Arcane Research – a digital asset analysis firm – has published a report examining Bitcoin mining, and its relationship with global energy.
The paper argues that the mining industry can transform worldwide energy production for the better – contrary to its frequent portrayal as a social and environmental harm.
Reinforcing the Grid and Renewable Technologies
The report, published on Wednesday, provides four ways in which mining can improve energy systems in a desirable and economical fashion.
The first is stability: miners can act as a buyer of last resort for unreliable, non-controllable energy sources, such as wind and solar. This is due to the constant electricity demand provided by miners, and the low cost of immediately reacting to any given supply shock at any granularity.
Miner reactivity also allows the industry to give energy back to the grid when demand is too high. For instance, industrial miners in Texas collectively powered down in July to help protect the grid during a heatwave, as part of a state-wide demand response program.
Such reactivity will be especially important over the years to come, as the world increasingly transitions away from flexible fossil fuels to non-flexible renewables. Thanks to proof of work, stranded renewable energy sources can become profitable by leveraging the location agnosticism, modularity, and interuptibility of miners.
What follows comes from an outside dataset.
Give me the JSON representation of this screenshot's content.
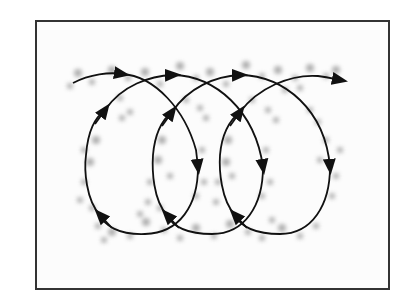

“Bitcoin miners can seek out areas with excess wind and solar and build a data center of the exact size needed to consume the surplus energy,” explained the report.
Recycling Gas and Heat
Miners don’t only support renewables, but also make oil drilling a cleaner and more efficient process.
Oil drilling frequently produces natural gas that cannot always be economically harnessed for consumption. As such, oil producers are forced to flare the gas, deriving no economic utility and polluting the environment in the process.
By contrast, if oil producers opted to use natural gas for mining, they could both profit and reduce the greenhouse gas emissions associated with the byproduct. Once again, mining is uniquely suited to this function for its location agnosticism, modularity, and portability.
Oil field Bitcoin mining has been growing especially fast in the United States and Canada over recent years. Exxon – a major multinational oil and gas corporation – expressed plans to use Bitcoin mining for this express purpose in March.
The primary motivation among the oil industry appears to be emissions reduction. Data from Crusoe energy shows that it is the clear most economically efficient method for reducing emissions – over 4X more effective than wind investment, and over 6X more effective than solar investment.
But just as oil drilling produces natural gas as a byproduct, Bitcoin mining produces heat as a byproduct.
This provides another economic resource-recycling opportunity. Bitcoin miners can potentially use heat recovery for district heating while subsidizing those heating costs with the Bitcoin it generates.
Furthermore, if those miners are powered by renewable sources, then the industry can effectively reduce the carbon emissions associated with heating – the world’s single largest source of CO2 emissions.
“Repurposing the heat from bitcoin mining is essentially using the same energy twice,” explained Arcane. “This offsets energy used by the bitcoin mining industry since it outcompetes other miners that are not repurposing their heat.”
Binance Free $100 (Exclusive): Use this link to register and receive $100 free and 10% off fees on Binance Futures first month (terms).
PrimeXBT Special Offer: Use this link to register & enter POTATO50 code to receive up to $7,000 on your deposits.